Take No Prisoners
Reveal
The Center for Investigative Reporting and PRX
4.7 • 8.7K Ratings
🗓️ 8 January 2022
⏱️ 52 minutes
🧾️ Download transcript
Summary
In December 1944, Frank Hartzell was a young soldier pressed into fierce fighting during the Battle of the Bulge. He was there battling Nazi soldiers for control of the Belgian town of Chenogne, and he was there afterward when dozens of unarmed German prisoners of war were gunned down in a field.
Reporter Chris Harland-Dunaway travels to Belgium to tour Chenogne with Belgian historian Roger Marquet. Then he sits down with Bill Johnsen, a military historian and former dean of the Army War College in Carlisle, Pennsylvania, to ask why the Patton Papers don’t accurately reflect Gen. George S. Patton’s diary entries about Chenogne.

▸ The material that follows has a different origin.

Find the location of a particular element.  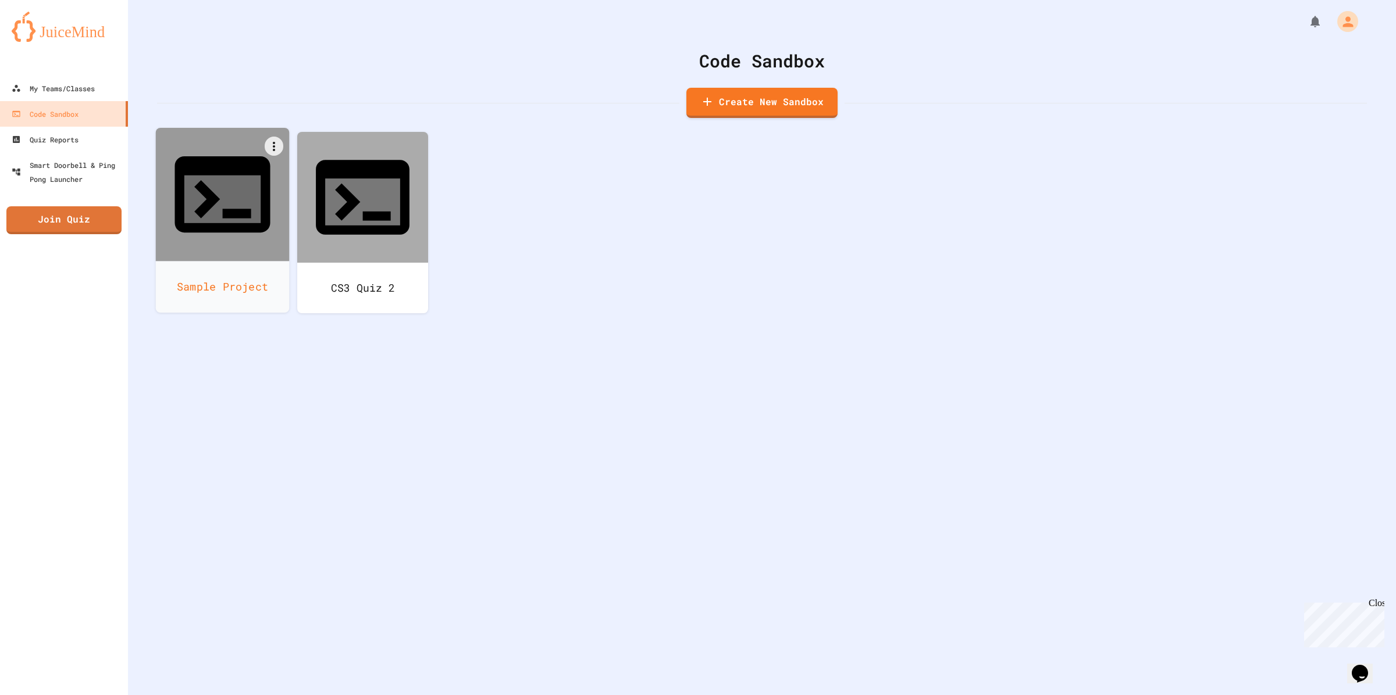

div: My Teams/Classes is located at coordinates (53, 88).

The massacre at Chenogne happened soon after the Malmedy massacre, during which Nazi troops killed unarmed American POWs. The German soldiers responsible were tried at Dachau, but the American soldiers who committed the massacre at Chenogne were never held accountable. Harland-Dunaway interviews Ben Ferencz, the last surviving lawyer from the Nuremberg Trials, about why the Americans escaped justice.
And finally, Harland-Dunaway returns to Hartzell to explain what he’s learned and to press Hartzell for a full accounting of his role that day in Chenogne.
This episode was originally broadcast July 28, 2018.
Don’t miss out on the next big story. Get the Weekly Reveal newsletter today.
Transcript
Click on a timestamp to play from that location
| 0:00.0 | From the Center for Investigative Reporting in PRX, this is Reveal. I'm Al Ledson. |
| 0:05.9 | Back in 2016, Chris Harland-Dunaway was between two worlds. |
| 0:10.6 | Well, I just finished my first year in journalism school, and I had been a semi-pro bike racer for six years. |
| 0:18.8 | Chris was in his mid-20s. He was thinking more seriously about his career in journalism, |
| 0:23.5 | but he also wasn't quite ready to give up on bike racing. I had always dreamt of racing my bike in |
| 0:28.9 | Europe because that's the heartland, and I decided, well, this is my opportunity. So in the middle |
| 0:35.6 | of grad school, Chris made a go of it. |
| 0:38.2 | He flew to Belgium and got a little apartment and began testing himself against the elite |
| 0:42.8 | riders in a place where bicycle racing is a really big deal. |
| 0:46.7 | It's full of traditions and idiosyncrasies like the Rodania car that drives ahead of |
| 0:51.5 | Belgium bike races, blaring an ad for Rodania watches. |
| 0:58.7 | It's the ice cream truck of Belgium. |
| 1:00.9 | Everyone hears that call, and they hear the Rodania, and they know there's a bike race happening just out their front door. |
| 1:09.6 | And so they gather alongside with their paper cones of fries and beer and watch |
| 1:15.5 | the racing. |
| 1:16.8 | So there's Chris doing this thing he's always dreamed of doing. |
| 1:20.6 | And he's performing really well, placing in races and just training all the time. |
| 1:24.8 | Taking these long rides on narrow ribbons of road through the Ardenne, |
| 1:28.9 | a region stretching from Belgium, through France, Luxembourg, and into Germany. |
| 1:32.9 | I would go on these rides and I would pass through the spruce forests. It's so peaceful. |
| 1:39.6 | And I couldn't help thinking whenever I sort of encountered these moments out there that this is also this place where there's this unbelievable carnage happened there during World War II. |
| 1:52.9 | And this is where Chris's curiosity and love for journalism began creeping back into focus. |
... |
Please login to see the full transcript.
Disclaimer: The podcast and artwork embedded on this page are from The Center for Investigative Reporting and PRX, and are the property of its owner and not affiliated with or endorsed by Tapesearch.
Generated transcripts are the property of The Center for Investigative Reporting and PRX and are distributed freely under the Fair Use doctrine. Transcripts generated by Tapesearch are not guaranteed to be accurate.